━━━ Material for this task ━━━

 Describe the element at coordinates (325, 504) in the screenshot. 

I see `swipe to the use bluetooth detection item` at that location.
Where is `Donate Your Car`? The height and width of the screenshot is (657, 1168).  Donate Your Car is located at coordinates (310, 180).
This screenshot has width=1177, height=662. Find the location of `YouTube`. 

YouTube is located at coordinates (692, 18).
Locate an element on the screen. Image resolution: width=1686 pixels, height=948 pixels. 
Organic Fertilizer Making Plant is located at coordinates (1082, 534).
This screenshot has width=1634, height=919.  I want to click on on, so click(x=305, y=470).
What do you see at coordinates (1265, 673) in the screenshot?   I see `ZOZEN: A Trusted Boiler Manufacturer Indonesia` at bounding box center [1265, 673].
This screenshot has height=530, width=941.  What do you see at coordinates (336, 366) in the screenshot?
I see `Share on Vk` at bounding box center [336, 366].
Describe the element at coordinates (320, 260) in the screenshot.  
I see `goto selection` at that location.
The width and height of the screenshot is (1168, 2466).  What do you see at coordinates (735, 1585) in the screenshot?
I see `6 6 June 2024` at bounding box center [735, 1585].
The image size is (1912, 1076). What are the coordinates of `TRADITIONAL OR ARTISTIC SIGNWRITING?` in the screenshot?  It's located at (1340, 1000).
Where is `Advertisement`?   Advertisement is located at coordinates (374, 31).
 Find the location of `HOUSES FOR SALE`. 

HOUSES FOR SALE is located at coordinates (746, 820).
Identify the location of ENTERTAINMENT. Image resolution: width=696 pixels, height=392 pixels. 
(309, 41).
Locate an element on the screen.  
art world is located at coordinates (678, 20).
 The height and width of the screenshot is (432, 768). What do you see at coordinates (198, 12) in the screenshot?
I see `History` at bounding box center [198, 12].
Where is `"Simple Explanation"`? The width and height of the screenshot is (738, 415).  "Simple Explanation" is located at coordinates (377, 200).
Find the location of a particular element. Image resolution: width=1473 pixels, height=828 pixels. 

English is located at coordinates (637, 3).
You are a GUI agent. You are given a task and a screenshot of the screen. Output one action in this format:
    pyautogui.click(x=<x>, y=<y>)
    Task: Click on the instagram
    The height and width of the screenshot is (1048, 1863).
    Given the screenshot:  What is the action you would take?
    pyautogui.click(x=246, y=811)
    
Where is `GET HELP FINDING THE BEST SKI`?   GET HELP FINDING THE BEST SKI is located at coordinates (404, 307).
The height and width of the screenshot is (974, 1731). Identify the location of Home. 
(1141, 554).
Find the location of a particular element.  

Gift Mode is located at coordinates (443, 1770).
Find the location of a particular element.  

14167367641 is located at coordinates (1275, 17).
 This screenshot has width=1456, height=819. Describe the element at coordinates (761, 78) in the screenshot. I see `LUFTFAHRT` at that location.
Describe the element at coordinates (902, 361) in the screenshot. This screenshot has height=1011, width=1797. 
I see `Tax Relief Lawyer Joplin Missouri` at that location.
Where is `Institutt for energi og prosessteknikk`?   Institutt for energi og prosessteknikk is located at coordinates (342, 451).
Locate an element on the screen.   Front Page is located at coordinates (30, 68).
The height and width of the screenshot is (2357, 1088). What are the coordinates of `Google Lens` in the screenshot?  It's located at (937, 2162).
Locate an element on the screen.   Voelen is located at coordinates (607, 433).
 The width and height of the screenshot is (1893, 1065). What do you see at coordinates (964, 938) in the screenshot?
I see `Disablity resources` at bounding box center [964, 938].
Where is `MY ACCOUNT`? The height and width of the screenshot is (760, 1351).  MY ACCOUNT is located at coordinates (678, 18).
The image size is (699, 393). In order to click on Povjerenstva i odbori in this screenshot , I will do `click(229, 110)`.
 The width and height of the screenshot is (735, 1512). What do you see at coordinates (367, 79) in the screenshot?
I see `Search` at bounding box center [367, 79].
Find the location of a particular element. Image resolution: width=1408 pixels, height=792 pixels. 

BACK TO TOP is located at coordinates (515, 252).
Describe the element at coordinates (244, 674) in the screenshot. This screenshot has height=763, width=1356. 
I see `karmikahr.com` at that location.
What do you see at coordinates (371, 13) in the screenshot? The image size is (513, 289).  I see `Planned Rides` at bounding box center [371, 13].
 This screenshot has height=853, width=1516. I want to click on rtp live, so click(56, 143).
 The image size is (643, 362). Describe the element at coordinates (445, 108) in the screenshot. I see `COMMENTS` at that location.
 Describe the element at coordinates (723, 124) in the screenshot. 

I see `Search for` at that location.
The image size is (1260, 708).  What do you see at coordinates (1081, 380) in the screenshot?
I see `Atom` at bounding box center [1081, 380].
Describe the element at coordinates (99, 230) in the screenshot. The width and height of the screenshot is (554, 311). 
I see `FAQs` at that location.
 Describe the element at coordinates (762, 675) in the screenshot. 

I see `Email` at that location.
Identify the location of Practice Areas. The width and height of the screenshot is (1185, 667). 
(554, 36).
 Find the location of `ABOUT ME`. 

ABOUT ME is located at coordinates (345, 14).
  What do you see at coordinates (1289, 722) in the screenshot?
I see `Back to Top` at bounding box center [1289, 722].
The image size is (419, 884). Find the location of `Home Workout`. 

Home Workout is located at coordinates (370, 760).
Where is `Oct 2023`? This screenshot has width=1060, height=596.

━━━

▶ _Exercise brief_:
Recopy all of the records verbatim.

▶ _Answer space_:
 Describe the element at coordinates (325, 504) in the screenshot. 

I see `swipe to the use bluetooth detection item` at that location.
Where is `Donate Your Car`? The height and width of the screenshot is (657, 1168).  Donate Your Car is located at coordinates (310, 180).
This screenshot has width=1177, height=662. Find the location of `YouTube`. 

YouTube is located at coordinates (692, 18).
Locate an element on the screen. Image resolution: width=1686 pixels, height=948 pixels. 
Organic Fertilizer Making Plant is located at coordinates (1082, 534).
This screenshot has width=1634, height=919.  I want to click on on, so click(x=305, y=470).
What do you see at coordinates (1265, 673) in the screenshot?   I see `ZOZEN: A Trusted Boiler Manufacturer Indonesia` at bounding box center [1265, 673].
This screenshot has height=530, width=941.  What do you see at coordinates (336, 366) in the screenshot?
I see `Share on Vk` at bounding box center [336, 366].
Describe the element at coordinates (320, 260) in the screenshot.  
I see `goto selection` at that location.
The width and height of the screenshot is (1168, 2466).  What do you see at coordinates (735, 1585) in the screenshot?
I see `6 6 June 2024` at bounding box center [735, 1585].
The image size is (1912, 1076). What are the coordinates of `TRADITIONAL OR ARTISTIC SIGNWRITING?` in the screenshot?  It's located at (1340, 1000).
Where is `Advertisement`?   Advertisement is located at coordinates (374, 31).
 Find the location of `HOUSES FOR SALE`. 

HOUSES FOR SALE is located at coordinates (746, 820).
Identify the location of ENTERTAINMENT. Image resolution: width=696 pixels, height=392 pixels. 
(309, 41).
Locate an element on the screen.  
art world is located at coordinates (678, 20).
 The height and width of the screenshot is (432, 768). What do you see at coordinates (198, 12) in the screenshot?
I see `History` at bounding box center [198, 12].
Where is `"Simple Explanation"`? The width and height of the screenshot is (738, 415).  "Simple Explanation" is located at coordinates (377, 200).
Find the location of a particular element. Image resolution: width=1473 pixels, height=828 pixels. 

English is located at coordinates (637, 3).
You are a GUI agent. You are given a task and a screenshot of the screen. Output one action in this format:
    pyautogui.click(x=<x>, y=<y>)
    Task: Click on the instagram
    The height and width of the screenshot is (1048, 1863).
    Given the screenshot:  What is the action you would take?
    pyautogui.click(x=246, y=811)
    
Where is `GET HELP FINDING THE BEST SKI`?   GET HELP FINDING THE BEST SKI is located at coordinates (404, 307).
The height and width of the screenshot is (974, 1731). Identify the location of Home. 
(1141, 554).
Find the location of a particular element.  

Gift Mode is located at coordinates (443, 1770).
Find the location of a particular element.  

14167367641 is located at coordinates (1275, 17).
 This screenshot has width=1456, height=819. Describe the element at coordinates (761, 78) in the screenshot. I see `LUFTFAHRT` at that location.
Describe the element at coordinates (902, 361) in the screenshot. This screenshot has height=1011, width=1797. 
I see `Tax Relief Lawyer Joplin Missouri` at that location.
Where is `Institutt for energi og prosessteknikk`?   Institutt for energi og prosessteknikk is located at coordinates (342, 451).
Locate an element on the screen.   Front Page is located at coordinates (30, 68).
The height and width of the screenshot is (2357, 1088). What are the coordinates of `Google Lens` in the screenshot?  It's located at (937, 2162).
Locate an element on the screen.   Voelen is located at coordinates (607, 433).
 The width and height of the screenshot is (1893, 1065). What do you see at coordinates (964, 938) in the screenshot?
I see `Disablity resources` at bounding box center [964, 938].
Where is `MY ACCOUNT`? The height and width of the screenshot is (760, 1351).  MY ACCOUNT is located at coordinates (678, 18).
The image size is (699, 393). In order to click on Povjerenstva i odbori in this screenshot , I will do `click(229, 110)`.
 The width and height of the screenshot is (735, 1512). What do you see at coordinates (367, 79) in the screenshot?
I see `Search` at bounding box center [367, 79].
Find the location of a particular element. Image resolution: width=1408 pixels, height=792 pixels. 

BACK TO TOP is located at coordinates (515, 252).
Describe the element at coordinates (244, 674) in the screenshot. This screenshot has height=763, width=1356. 
I see `karmikahr.com` at that location.
What do you see at coordinates (371, 13) in the screenshot? The image size is (513, 289).  I see `Planned Rides` at bounding box center [371, 13].
 This screenshot has height=853, width=1516. I want to click on rtp live, so click(56, 143).
 The image size is (643, 362). Describe the element at coordinates (445, 108) in the screenshot. I see `COMMENTS` at that location.
 Describe the element at coordinates (723, 124) in the screenshot. 

I see `Search for` at that location.
The image size is (1260, 708).  What do you see at coordinates (1081, 380) in the screenshot?
I see `Atom` at bounding box center [1081, 380].
Describe the element at coordinates (99, 230) in the screenshot. The width and height of the screenshot is (554, 311). 
I see `FAQs` at that location.
 Describe the element at coordinates (762, 675) in the screenshot. 

I see `Email` at that location.
Identify the location of Practice Areas. The width and height of the screenshot is (1185, 667). 
(554, 36).
 Find the location of `ABOUT ME`. 

ABOUT ME is located at coordinates (345, 14).
  What do you see at coordinates (1289, 722) in the screenshot?
I see `Back to Top` at bounding box center [1289, 722].
The image size is (419, 884). Find the location of `Home Workout`. 

Home Workout is located at coordinates (370, 760).
Where is `Oct 2023`? This screenshot has width=1060, height=596.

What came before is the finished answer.